I think he was worried that something might happen. Berit was in contact with a lot of foreigners in Prishtina and suddenly they started talking about ethnographers who had been studying this and that and were thrown into jail for no reason at all. We started to feel really scared. The plan was to have a car, but we had a car crash in Montenegro on the way down, that’s why we had to travel by bus all the time. So when we went back to Isniq, we rented a car to go to Shkup to take the train back home. We were so happy when we passed the border and we were in Austria.

From your Isniq photographs I particularly like the one in which three men are standing inside a village shop, each of them looking in different directions, all with melancholic looks on their faces. Can you describe the moment when you took that picture?

I had entered the shop and taken some pictures just before I took that one. There were some children peeping by the door. I took a photo of them first. It was so fun with those kids, they were so curious. We wanted to talk to the guy in the middle because he had built a new house and we were invited to see it. I think I just stay open to things I see and I photograph.

Men out of work spending time in one of the village shops. Isniq, Kosovo 1976.

I wait for moments when I think it works — when you have the combination of light and composition. Like in this picture in the village shop — the position of the men, the background showing the scarcity of things they were selling in the shop. So, I just took a picture. 

Were you content when you saw the photographs for the first time after you developed the films?

I don’t know. I thought I had done some really big work, but it was difficult for me to understand the scope of what I had done.
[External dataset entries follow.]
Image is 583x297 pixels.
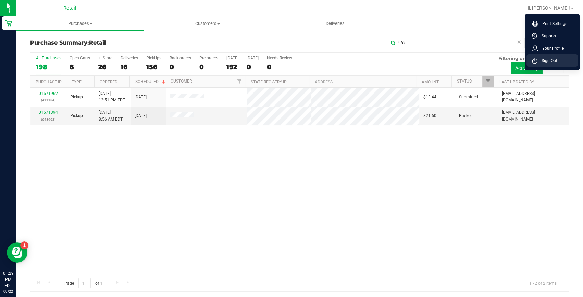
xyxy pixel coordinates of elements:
h3: Purchase Summary: [30,40,210,46]
div: 0 [170,63,191,71]
iframe: Resource center unread badge [20,241,28,250]
span: [DATE] [135,113,147,119]
inline-svg: Retail [5,20,12,27]
span: Filtering on status: [499,56,543,61]
a: Support [532,33,576,39]
div: 0 [247,63,259,71]
a: State Registry ID [251,80,287,84]
a: Amount [422,80,439,84]
a: Status [457,79,472,84]
a: Last Updated By [500,80,534,84]
div: [DATE] [247,56,259,60]
div: All Purchases [36,56,61,60]
div: Back-orders [170,56,191,60]
span: Clear [517,38,522,47]
span: Print Settings [539,20,568,27]
span: Customers [144,21,271,27]
span: $13.44 [424,94,437,100]
a: Filter [483,76,494,87]
span: Support [538,33,557,39]
span: Pickup [70,113,83,119]
a: Customer [171,79,192,84]
div: Pre-orders [200,56,218,60]
div: 8 [70,63,90,71]
a: Purchase ID [36,80,62,84]
div: 16 [121,63,138,71]
span: Sign Out [538,57,558,64]
div: 26 [98,63,112,71]
div: 0 [200,63,218,71]
span: Purchases [16,21,144,27]
span: Retail [63,5,76,11]
div: [DATE] [227,56,239,60]
p: 01:29 PM EDT [3,270,13,289]
button: Active only [511,62,543,74]
div: Deliveries [121,56,138,60]
div: 192 [227,63,239,71]
p: (648962) [35,116,62,123]
span: [EMAIL_ADDRESS][DOMAIN_NAME] [502,109,565,122]
a: Ordered [100,80,118,84]
a: 01671394 [39,110,58,115]
p: (411184) [35,97,62,104]
p: 09/22 [3,289,13,294]
span: $21.60 [424,113,437,119]
a: Customers [144,16,272,31]
span: Your Profile [539,45,564,52]
span: Packed [459,113,473,119]
a: Purchases [16,16,144,31]
span: [DATE] 8:56 AM EDT [99,109,123,122]
input: Search Purchase ID, Original ID, State Registry ID or Customer Name... [388,38,525,48]
iframe: Resource center [7,242,27,263]
a: Scheduled [135,79,167,84]
span: [DATE] 12:51 PM EDT [99,91,125,104]
a: 01671962 [39,91,58,96]
div: PickUps [146,56,161,60]
span: [EMAIL_ADDRESS][DOMAIN_NAME] [502,91,565,104]
div: 0 [267,63,292,71]
li: Sign Out [527,55,578,67]
a: Deliveries [272,16,399,31]
a: Type [72,80,82,84]
span: Page of 1 [59,278,108,289]
div: 198 [36,63,61,71]
input: 1 [79,278,91,289]
span: Submitted [459,94,479,100]
div: Open Carts [70,56,90,60]
div: 156 [146,63,161,71]
div: In Store [98,56,112,60]
th: Address [309,76,416,88]
span: 1 - 2 of 2 items [524,278,563,288]
div: Needs Review [267,56,292,60]
a: Filter [234,76,245,87]
span: Hi, [PERSON_NAME]! [526,5,570,11]
span: Deliveries [317,21,354,27]
span: Pickup [70,94,83,100]
span: Retail [89,39,106,46]
span: [DATE] [135,94,147,100]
At that time, I was working in a photographers’ collective in Stockholm and none of my colleagues were particularly impressed with my work. It took me a long time and many, many hours in the dark room to understand the potential of this material. Gradually, I understood what I had photographed. And what happened during the war made me realize how important this work was. 

Are you working on any projects right now?

I was much more active as a photographer before. I worked for many years as a photo reporter. Then I had all these years where I worked at the museum which was both studio work and a lot of administrative things. I’ve been working very much with landscapes. There is a river dividing Oslo in two parts and I live 50 meters away from this river. I take a lot of walks and I’ve taken a lot of photographs of that river. Hopefully I’ll be able to make an exhibition or a book with my river photographs. I’m getting a bit older and I realize I’m not as quick with my legs as I was so I don’t have any particular project going on right now. I go for long walks and I bring my camera with me and see what appears. I think this book about Isniq is the most important I’ve done.

This article has been edited for length and clarity. The conversation was conducted in English.

Feature image: Ferdi Limani / K2.0.

 

 

This article has been produced with the financial support of the “Balkan Trust for Democracy,” a project of the German Marshall Fund of the United States and the Norwegian Ministry of Foreign Affairs. Opinions expressed in this article do not necessarily represent those of the Norwegian Ministry of Foreign Affairs, the Balkan Trust for Democracy, the German Marshall Fund of the United States, or its partners.